3

I have a public PGP key of a recipient and I want to send an encrypted e-mail to them with Thunderbird. I don't have a PGP key pair myself. Is it possible to encrypt and send this e-mail with Thunderbird?

I can't find a way. If it's not possible, why not? I searched the Internet and found out, that PGP encryption doesn't require my PGP key. I've read that my own public key is used to encrypt the e-mail to store it in the Sent folder. I know that I need my own private key to sign the e-mail and following questions suggests that encrypted e-mails are automatically signed for security

Can't I somehow disable this to make it possible to encrypt and send an encrypted (not signed) e-mail without having my own PGP key?

Technically, it's possible to manually encrypt a message using only the recipient's public key, send the encrypted message with Thunderbird and decrypt the received message using the recipient's private key. There is only the recipient's key pair involved. Why does Thunderbird not support this?

jabaa
  • 152
  • 1
  • 9

2 Answers2

1

If you definitely do not want your own Key you could use something like Kleopatra. Its a PGP software.

There you can click on notepad, write something, then click on recipient and uncheck every box, except the "encrypt for others", then encrypt it.

Now copy the raw PGP output into Thunderbird and send it.

This is a workaround because it’s not possible in Thunderbird itself.

Giacomo1968
  • 58,727
0

This is very bothersome that you can't. As also mentioned in the comments Mozilla has arbitrarily or for its own reason decided to avoid providing that functionality which is easily possible, technically. You do not need any keys of your own to encrypt when you have the recipients PGP public key.

I wonder why they did this?

Another workaround is to encrypt your text in the terminal.

Write your email in a text file then do it like this :

gpg --output -  --armor --encrypt --recipient target@example.com mymessage.txt

...you just need target@example.com to be in your gpg keychain.

You then just create a plaintext email in thunderbird and copy and paste the ciphertext from the terminal into the message body, starting with the first line:

-----BEGIN PGP MESSAGE-----

...and ending with last line which is similar, and all the unreadable stuff in between.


▶ _YOUR INSTRUCTIONS_:
From the records below, copy the lines that include "JSON".

(Dataset entries on figures)
========================================================================

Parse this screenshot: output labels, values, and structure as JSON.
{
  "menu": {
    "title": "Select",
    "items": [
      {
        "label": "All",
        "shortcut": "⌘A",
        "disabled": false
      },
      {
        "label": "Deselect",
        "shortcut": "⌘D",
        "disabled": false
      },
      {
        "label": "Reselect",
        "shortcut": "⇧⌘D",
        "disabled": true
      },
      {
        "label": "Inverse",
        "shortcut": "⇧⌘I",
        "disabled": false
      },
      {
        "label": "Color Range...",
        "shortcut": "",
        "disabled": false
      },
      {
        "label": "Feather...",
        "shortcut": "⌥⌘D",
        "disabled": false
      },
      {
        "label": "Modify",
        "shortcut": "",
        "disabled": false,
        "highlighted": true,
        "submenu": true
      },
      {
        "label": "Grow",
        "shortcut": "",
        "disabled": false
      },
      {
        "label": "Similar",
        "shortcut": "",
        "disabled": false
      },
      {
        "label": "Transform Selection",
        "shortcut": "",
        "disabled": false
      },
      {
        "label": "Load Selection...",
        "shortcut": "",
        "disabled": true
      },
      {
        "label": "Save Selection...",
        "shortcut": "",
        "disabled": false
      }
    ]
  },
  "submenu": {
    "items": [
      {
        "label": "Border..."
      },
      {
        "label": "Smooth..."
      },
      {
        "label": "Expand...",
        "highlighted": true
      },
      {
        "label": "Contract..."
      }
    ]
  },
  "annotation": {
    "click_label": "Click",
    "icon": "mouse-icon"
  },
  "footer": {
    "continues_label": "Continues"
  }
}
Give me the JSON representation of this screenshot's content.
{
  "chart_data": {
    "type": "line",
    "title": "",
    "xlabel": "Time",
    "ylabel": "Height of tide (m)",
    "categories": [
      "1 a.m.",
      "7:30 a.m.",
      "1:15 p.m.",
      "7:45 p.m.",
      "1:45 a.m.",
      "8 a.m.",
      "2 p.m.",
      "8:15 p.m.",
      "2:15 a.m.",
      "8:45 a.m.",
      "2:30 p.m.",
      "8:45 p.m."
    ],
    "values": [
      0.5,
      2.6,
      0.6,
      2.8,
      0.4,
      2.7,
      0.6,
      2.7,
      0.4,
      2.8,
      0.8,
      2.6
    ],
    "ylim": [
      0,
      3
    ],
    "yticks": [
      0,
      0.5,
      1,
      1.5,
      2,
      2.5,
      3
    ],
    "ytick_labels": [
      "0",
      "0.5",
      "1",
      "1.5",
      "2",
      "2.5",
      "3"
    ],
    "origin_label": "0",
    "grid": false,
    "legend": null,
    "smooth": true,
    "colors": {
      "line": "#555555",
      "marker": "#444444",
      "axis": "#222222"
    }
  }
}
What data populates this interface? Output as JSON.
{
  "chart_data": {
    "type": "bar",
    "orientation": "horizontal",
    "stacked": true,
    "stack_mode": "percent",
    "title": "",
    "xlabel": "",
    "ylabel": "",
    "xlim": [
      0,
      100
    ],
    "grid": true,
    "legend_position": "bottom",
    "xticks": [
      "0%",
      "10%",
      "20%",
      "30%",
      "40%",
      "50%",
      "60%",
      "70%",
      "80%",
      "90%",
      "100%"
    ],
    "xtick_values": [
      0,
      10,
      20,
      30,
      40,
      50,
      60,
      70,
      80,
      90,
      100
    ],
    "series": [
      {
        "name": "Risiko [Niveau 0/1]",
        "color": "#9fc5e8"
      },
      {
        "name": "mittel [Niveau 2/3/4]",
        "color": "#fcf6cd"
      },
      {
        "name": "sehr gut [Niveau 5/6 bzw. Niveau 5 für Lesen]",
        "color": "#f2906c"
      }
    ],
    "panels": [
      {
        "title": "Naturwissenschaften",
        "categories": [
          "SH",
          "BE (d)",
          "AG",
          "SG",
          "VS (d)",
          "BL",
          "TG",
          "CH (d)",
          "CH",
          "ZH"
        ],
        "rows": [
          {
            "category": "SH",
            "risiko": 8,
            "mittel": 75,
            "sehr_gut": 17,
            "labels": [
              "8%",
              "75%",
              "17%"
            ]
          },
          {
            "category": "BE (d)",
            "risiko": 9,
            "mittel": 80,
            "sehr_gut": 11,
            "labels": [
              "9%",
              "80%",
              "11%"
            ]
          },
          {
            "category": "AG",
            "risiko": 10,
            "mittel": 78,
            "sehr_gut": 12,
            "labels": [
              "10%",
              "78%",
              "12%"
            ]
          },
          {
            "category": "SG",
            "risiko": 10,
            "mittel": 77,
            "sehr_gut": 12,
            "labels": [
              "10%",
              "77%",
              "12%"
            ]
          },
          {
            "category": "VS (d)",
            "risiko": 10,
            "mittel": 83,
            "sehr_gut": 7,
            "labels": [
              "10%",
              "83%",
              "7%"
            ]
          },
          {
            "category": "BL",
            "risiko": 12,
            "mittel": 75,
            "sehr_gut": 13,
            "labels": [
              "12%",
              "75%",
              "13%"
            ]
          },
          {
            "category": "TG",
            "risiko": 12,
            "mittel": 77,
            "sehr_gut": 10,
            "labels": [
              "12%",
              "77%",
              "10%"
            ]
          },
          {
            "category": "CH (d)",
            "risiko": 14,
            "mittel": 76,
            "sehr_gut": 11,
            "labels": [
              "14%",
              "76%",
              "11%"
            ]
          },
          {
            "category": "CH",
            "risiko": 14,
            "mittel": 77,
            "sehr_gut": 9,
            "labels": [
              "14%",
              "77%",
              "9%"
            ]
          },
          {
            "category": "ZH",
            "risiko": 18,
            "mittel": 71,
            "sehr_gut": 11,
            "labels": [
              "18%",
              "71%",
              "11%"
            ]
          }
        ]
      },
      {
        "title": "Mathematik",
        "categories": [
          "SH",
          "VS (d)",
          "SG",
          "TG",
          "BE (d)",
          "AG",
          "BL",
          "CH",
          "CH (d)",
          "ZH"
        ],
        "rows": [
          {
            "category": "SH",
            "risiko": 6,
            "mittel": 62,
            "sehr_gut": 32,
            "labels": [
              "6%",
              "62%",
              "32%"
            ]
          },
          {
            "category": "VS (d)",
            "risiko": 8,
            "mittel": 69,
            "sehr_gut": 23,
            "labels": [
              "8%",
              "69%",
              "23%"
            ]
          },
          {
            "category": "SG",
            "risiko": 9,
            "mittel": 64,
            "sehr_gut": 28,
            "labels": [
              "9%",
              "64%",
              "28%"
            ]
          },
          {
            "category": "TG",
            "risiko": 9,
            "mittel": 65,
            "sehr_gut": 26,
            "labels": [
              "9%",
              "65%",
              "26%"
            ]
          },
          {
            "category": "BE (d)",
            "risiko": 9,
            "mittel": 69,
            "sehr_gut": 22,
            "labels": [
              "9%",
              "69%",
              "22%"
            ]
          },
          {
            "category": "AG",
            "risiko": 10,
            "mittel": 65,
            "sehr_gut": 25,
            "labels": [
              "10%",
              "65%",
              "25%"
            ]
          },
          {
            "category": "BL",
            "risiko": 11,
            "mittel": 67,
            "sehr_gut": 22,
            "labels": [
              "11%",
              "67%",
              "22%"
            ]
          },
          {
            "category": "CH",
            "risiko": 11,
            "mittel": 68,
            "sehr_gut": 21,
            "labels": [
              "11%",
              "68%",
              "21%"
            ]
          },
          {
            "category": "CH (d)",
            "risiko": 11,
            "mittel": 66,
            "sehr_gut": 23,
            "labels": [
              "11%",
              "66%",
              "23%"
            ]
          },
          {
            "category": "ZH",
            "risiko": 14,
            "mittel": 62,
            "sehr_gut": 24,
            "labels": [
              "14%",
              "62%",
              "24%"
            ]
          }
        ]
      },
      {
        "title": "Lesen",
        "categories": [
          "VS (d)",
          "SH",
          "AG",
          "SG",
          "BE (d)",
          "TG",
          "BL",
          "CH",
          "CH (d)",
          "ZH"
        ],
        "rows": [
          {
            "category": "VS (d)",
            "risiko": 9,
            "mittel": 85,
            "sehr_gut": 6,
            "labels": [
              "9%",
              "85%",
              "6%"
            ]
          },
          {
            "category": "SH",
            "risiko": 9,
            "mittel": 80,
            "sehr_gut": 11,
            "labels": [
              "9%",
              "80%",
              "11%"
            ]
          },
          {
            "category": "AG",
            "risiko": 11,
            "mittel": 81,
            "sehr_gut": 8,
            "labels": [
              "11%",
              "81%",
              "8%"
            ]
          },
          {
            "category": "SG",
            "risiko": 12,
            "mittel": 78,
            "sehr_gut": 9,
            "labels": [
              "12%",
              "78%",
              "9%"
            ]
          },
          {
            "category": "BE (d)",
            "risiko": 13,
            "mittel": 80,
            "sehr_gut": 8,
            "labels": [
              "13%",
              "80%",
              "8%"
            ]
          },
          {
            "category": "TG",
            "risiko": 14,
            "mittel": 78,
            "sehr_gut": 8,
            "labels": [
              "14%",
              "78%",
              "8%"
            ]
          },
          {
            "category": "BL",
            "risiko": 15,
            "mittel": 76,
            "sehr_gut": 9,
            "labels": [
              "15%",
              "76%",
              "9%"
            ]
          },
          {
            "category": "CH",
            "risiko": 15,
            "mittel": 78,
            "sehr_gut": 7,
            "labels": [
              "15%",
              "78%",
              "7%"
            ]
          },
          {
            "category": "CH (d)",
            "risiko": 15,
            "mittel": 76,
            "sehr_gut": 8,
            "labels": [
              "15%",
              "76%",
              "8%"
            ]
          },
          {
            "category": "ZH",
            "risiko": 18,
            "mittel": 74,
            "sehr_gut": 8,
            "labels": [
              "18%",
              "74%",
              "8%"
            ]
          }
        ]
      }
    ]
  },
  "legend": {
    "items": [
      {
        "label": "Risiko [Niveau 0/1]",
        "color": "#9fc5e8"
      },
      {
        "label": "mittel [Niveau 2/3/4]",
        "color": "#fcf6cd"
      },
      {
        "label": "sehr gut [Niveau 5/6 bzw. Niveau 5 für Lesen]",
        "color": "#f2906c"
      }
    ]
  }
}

========================================================================

▶ _TASK SOLUTION_:
Parse this screenshot: output labels, values, and structure as JSON.
Give me the JSON representation of this screenshot's content.
What data populates this interface? Output as JSON.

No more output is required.